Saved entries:
------------------------------------------------------------
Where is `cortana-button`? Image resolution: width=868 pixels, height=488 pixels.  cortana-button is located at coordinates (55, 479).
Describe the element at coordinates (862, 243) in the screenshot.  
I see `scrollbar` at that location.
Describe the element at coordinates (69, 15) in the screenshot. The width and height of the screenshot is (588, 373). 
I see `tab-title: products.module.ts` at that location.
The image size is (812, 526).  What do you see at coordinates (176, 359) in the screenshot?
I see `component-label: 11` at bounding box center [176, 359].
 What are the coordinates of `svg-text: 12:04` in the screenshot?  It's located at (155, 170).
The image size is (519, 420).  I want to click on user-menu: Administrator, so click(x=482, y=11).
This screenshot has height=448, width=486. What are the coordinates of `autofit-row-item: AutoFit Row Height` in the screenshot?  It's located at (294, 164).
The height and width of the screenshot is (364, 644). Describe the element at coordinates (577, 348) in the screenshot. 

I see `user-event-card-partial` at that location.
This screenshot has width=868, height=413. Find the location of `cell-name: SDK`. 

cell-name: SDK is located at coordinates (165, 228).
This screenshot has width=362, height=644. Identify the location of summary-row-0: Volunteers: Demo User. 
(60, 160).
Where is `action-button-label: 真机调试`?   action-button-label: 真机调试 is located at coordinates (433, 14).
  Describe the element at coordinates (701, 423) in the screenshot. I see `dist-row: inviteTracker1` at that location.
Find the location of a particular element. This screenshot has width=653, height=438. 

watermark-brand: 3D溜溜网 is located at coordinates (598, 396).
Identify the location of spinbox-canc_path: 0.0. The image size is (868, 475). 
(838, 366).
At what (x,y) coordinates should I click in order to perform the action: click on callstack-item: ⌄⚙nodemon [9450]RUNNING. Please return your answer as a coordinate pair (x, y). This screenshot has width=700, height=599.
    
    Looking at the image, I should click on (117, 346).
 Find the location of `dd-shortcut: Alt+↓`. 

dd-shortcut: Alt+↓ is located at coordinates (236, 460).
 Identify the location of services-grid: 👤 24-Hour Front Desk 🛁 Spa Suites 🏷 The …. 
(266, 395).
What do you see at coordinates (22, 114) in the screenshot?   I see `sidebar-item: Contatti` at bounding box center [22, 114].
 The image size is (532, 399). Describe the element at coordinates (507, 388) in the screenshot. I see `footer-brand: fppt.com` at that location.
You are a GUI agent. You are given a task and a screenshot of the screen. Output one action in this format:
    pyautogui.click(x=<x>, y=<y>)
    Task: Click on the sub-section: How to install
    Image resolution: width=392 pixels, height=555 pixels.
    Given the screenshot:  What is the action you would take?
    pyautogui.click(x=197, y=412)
------------------------------------------------------------
Exercise directions: Among the records, find all lines that include the string "resolution" and return them.

Response to the exercise:
Where is `cortana-button`? Image resolution: width=868 pixels, height=488 pixels.  cortana-button is located at coordinates (55, 479).
    Image resolution: width=392 pixels, height=555 pixels.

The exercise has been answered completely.